> _Goal of the exercise_: Nothing may be dropped or added when the entries below are copied.

> _Given data_:
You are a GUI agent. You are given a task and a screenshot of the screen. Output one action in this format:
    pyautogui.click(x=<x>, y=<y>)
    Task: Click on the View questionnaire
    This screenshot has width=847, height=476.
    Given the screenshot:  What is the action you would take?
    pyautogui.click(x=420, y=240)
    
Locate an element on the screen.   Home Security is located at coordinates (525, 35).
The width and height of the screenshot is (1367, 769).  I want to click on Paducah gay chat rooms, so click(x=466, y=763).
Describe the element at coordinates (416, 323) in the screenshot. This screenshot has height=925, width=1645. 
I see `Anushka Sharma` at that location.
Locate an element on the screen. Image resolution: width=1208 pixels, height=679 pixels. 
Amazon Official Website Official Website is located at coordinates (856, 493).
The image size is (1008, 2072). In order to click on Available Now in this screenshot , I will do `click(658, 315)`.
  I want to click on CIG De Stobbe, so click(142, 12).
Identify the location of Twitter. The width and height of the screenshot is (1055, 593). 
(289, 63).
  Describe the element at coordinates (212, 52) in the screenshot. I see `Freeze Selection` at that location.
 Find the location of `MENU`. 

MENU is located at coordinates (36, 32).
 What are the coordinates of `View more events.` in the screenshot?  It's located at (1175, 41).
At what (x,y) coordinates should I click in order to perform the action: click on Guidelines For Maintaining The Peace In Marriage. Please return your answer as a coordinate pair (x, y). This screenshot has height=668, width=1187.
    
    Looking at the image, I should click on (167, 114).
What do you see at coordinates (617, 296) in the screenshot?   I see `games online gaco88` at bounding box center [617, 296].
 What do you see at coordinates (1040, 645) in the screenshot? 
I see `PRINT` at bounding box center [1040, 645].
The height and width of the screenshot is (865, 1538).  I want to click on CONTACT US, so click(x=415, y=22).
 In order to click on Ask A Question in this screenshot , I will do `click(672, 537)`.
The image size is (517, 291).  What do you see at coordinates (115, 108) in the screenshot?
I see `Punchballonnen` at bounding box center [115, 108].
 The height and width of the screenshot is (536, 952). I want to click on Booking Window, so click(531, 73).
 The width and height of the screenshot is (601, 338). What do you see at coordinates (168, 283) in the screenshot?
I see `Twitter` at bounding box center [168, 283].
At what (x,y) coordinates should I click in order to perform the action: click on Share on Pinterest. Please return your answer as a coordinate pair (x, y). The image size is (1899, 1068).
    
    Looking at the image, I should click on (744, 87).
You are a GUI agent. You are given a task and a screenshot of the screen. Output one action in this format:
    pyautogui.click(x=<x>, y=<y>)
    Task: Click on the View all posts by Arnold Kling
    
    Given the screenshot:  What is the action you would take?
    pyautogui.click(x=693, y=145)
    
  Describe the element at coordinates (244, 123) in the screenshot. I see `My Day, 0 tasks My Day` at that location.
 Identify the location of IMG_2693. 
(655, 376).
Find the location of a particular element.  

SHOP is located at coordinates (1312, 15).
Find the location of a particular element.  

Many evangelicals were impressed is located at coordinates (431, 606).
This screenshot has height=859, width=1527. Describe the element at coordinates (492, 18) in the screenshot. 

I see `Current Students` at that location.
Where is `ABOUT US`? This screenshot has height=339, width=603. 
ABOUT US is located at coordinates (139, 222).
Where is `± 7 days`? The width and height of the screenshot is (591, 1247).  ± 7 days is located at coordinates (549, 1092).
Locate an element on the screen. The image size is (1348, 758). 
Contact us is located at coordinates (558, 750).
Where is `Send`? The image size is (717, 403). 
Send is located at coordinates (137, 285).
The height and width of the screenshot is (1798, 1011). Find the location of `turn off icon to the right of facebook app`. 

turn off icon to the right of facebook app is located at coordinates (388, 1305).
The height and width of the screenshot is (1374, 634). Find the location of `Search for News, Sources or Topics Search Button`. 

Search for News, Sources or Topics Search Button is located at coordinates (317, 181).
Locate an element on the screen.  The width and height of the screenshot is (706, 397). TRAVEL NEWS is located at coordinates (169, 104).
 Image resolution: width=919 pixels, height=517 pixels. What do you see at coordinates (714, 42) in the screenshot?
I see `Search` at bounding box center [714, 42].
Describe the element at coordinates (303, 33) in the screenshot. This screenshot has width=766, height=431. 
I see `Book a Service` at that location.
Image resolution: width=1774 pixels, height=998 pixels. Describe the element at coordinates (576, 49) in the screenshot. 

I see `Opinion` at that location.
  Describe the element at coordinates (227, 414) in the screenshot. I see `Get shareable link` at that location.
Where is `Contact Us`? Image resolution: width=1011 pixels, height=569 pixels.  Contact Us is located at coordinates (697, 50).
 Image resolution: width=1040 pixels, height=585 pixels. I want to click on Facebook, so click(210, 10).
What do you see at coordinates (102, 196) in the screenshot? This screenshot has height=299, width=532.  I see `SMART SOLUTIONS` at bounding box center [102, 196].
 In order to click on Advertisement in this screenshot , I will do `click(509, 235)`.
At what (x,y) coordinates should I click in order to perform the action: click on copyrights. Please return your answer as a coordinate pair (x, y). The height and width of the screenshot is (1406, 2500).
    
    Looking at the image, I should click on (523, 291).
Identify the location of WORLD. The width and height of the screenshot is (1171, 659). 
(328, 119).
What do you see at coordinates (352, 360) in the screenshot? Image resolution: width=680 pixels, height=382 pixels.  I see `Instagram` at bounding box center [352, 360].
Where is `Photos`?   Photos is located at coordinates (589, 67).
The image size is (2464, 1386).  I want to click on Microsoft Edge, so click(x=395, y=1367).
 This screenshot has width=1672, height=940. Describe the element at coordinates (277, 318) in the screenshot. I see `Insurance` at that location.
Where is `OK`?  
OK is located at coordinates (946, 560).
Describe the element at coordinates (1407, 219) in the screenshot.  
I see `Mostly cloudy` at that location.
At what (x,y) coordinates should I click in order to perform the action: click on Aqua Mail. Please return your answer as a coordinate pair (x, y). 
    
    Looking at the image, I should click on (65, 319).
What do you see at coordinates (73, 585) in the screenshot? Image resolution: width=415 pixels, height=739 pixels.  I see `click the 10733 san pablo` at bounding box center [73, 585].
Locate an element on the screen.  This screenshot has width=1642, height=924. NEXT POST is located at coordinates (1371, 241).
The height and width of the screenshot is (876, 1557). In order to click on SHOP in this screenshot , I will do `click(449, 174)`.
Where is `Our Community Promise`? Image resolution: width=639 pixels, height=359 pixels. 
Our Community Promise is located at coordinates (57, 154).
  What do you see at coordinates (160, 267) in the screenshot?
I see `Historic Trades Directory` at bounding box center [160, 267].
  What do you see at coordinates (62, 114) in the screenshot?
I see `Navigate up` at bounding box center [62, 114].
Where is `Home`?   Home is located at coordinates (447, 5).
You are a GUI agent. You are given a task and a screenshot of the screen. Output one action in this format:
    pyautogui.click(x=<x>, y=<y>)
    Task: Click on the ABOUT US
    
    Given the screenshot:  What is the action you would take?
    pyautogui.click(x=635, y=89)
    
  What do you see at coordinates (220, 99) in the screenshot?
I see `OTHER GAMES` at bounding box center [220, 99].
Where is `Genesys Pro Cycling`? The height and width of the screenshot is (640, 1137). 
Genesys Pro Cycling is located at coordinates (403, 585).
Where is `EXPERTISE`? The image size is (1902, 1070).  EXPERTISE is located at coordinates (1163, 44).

> _Response below_:
You are a GUI agent. You are given a task and a screenshot of the screen. Output one action in this format:
    pyautogui.click(x=<x>, y=<y>)
    Task: Click on the View questionnaire
    This screenshot has width=847, height=476.
    Given the screenshot:  What is the action you would take?
    pyautogui.click(x=420, y=240)
    
Locate an element on the screen.   Home Security is located at coordinates (525, 35).
The width and height of the screenshot is (1367, 769).  I want to click on Paducah gay chat rooms, so click(x=466, y=763).
Describe the element at coordinates (416, 323) in the screenshot. This screenshot has height=925, width=1645. 
I see `Anushka Sharma` at that location.
Locate an element on the screen. Image resolution: width=1208 pixels, height=679 pixels. 
Amazon Official Website Official Website is located at coordinates (856, 493).
The image size is (1008, 2072). In order to click on Available Now in this screenshot , I will do `click(658, 315)`.
  I want to click on CIG De Stobbe, so click(142, 12).
Identify the location of Twitter. The width and height of the screenshot is (1055, 593). 
(289, 63).
  Describe the element at coordinates (212, 52) in the screenshot. I see `Freeze Selection` at that location.
 Find the location of `MENU`. 

MENU is located at coordinates (36, 32).
 What are the coordinates of `View more events.` in the screenshot?  It's located at (1175, 41).
At what (x,y) coordinates should I click in order to perform the action: click on Guidelines For Maintaining The Peace In Marriage. Please return your answer as a coordinate pair (x, y). This screenshot has height=668, width=1187.
    
    Looking at the image, I should click on (167, 114).
What do you see at coordinates (617, 296) in the screenshot?   I see `games online gaco88` at bounding box center [617, 296].
 What do you see at coordinates (1040, 645) in the screenshot? 
I see `PRINT` at bounding box center [1040, 645].
The height and width of the screenshot is (865, 1538).  I want to click on CONTACT US, so click(x=415, y=22).
 In order to click on Ask A Question in this screenshot , I will do `click(672, 537)`.
The image size is (517, 291).  What do you see at coordinates (115, 108) in the screenshot?
I see `Punchballonnen` at bounding box center [115, 108].
 The height and width of the screenshot is (536, 952). I want to click on Booking Window, so click(531, 73).
 The width and height of the screenshot is (601, 338). What do you see at coordinates (168, 283) in the screenshot?
I see `Twitter` at bounding box center [168, 283].
At what (x,y) coordinates should I click in order to perform the action: click on Share on Pinterest. Please return your answer as a coordinate pair (x, y). The image size is (1899, 1068).
    
    Looking at the image, I should click on (744, 87).
You are a GUI agent. You are given a task and a screenshot of the screen. Output one action in this format:
    pyautogui.click(x=<x>, y=<y>)
    Task: Click on the View all posts by Arnold Kling
    
    Given the screenshot:  What is the action you would take?
    pyautogui.click(x=693, y=145)
    
  Describe the element at coordinates (244, 123) in the screenshot. I see `My Day, 0 tasks My Day` at that location.
 Identify the location of IMG_2693. 
(655, 376).
Find the location of a particular element.  

SHOP is located at coordinates (1312, 15).
Find the location of a particular element.  

Many evangelicals were impressed is located at coordinates (431, 606).
This screenshot has height=859, width=1527. Describe the element at coordinates (492, 18) in the screenshot. 

I see `Current Students` at that location.
Where is `ABOUT US`? This screenshot has height=339, width=603. 
ABOUT US is located at coordinates (139, 222).
Where is `± 7 days`? The width and height of the screenshot is (591, 1247).  ± 7 days is located at coordinates (549, 1092).
Locate an element on the screen. The image size is (1348, 758). 
Contact us is located at coordinates (558, 750).
Where is `Send`? The image size is (717, 403). 
Send is located at coordinates (137, 285).
The height and width of the screenshot is (1798, 1011). Find the location of `turn off icon to the right of facebook app`. 

turn off icon to the right of facebook app is located at coordinates (388, 1305).
The height and width of the screenshot is (1374, 634). Find the location of `Search for News, Sources or Topics Search Button`. 

Search for News, Sources or Topics Search Button is located at coordinates (317, 181).
Locate an element on the screen.  The width and height of the screenshot is (706, 397). TRAVEL NEWS is located at coordinates (169, 104).
 Image resolution: width=919 pixels, height=517 pixels. What do you see at coordinates (714, 42) in the screenshot?
I see `Search` at bounding box center [714, 42].
Describe the element at coordinates (303, 33) in the screenshot. This screenshot has width=766, height=431. 
I see `Book a Service` at that location.
Image resolution: width=1774 pixels, height=998 pixels. Describe the element at coordinates (576, 49) in the screenshot. 

I see `Opinion` at that location.
  Describe the element at coordinates (227, 414) in the screenshot. I see `Get shareable link` at that location.
Where is `Contact Us`? Image resolution: width=1011 pixels, height=569 pixels.  Contact Us is located at coordinates (697, 50).
 Image resolution: width=1040 pixels, height=585 pixels. I want to click on Facebook, so click(210, 10).
What do you see at coordinates (102, 196) in the screenshot? This screenshot has height=299, width=532.  I see `SMART SOLUTIONS` at bounding box center [102, 196].
 In order to click on Advertisement in this screenshot , I will do `click(509, 235)`.
At what (x,y) coordinates should I click in order to perform the action: click on copyrights. Please return your answer as a coordinate pair (x, y). The height and width of the screenshot is (1406, 2500).
    
    Looking at the image, I should click on (523, 291).
Identify the location of WORLD. The width and height of the screenshot is (1171, 659). 
(328, 119).
What do you see at coordinates (352, 360) in the screenshot? Image resolution: width=680 pixels, height=382 pixels.  I see `Instagram` at bounding box center [352, 360].
Where is `Photos`?   Photos is located at coordinates (589, 67).
The image size is (2464, 1386).  I want to click on Microsoft Edge, so click(x=395, y=1367).
 This screenshot has width=1672, height=940. Describe the element at coordinates (277, 318) in the screenshot. I see `Insurance` at that location.
Where is `OK`?  
OK is located at coordinates (946, 560).
Describe the element at coordinates (1407, 219) in the screenshot.  
I see `Mostly cloudy` at that location.
At what (x,y) coordinates should I click in order to perform the action: click on Aqua Mail. Please return your answer as a coordinate pair (x, y). 
    
    Looking at the image, I should click on (65, 319).
What do you see at coordinates (73, 585) in the screenshot? Image resolution: width=415 pixels, height=739 pixels.  I see `click the 10733 san pablo` at bounding box center [73, 585].
Locate an element on the screen.  This screenshot has width=1642, height=924. NEXT POST is located at coordinates (1371, 241).
The height and width of the screenshot is (876, 1557). In order to click on SHOP in this screenshot , I will do `click(449, 174)`.
Where is `Our Community Promise`? Image resolution: width=639 pixels, height=359 pixels. 
Our Community Promise is located at coordinates (57, 154).
  What do you see at coordinates (160, 267) in the screenshot?
I see `Historic Trades Directory` at bounding box center [160, 267].
  What do you see at coordinates (62, 114) in the screenshot?
I see `Navigate up` at bounding box center [62, 114].
Where is `Home`?   Home is located at coordinates (447, 5).
You are a GUI agent. You are given a task and a screenshot of the screen. Output one action in this format:
    pyautogui.click(x=<x>, y=<y>)
    Task: Click on the ABOUT US
    
    Given the screenshot:  What is the action you would take?
    pyautogui.click(x=635, y=89)
    
  What do you see at coordinates (220, 99) in the screenshot?
I see `OTHER GAMES` at bounding box center [220, 99].
Where is `Genesys Pro Cycling`? The height and width of the screenshot is (640, 1137). 
Genesys Pro Cycling is located at coordinates (403, 585).
Where is `EXPERTISE`? The image size is (1902, 1070).  EXPERTISE is located at coordinates (1163, 44).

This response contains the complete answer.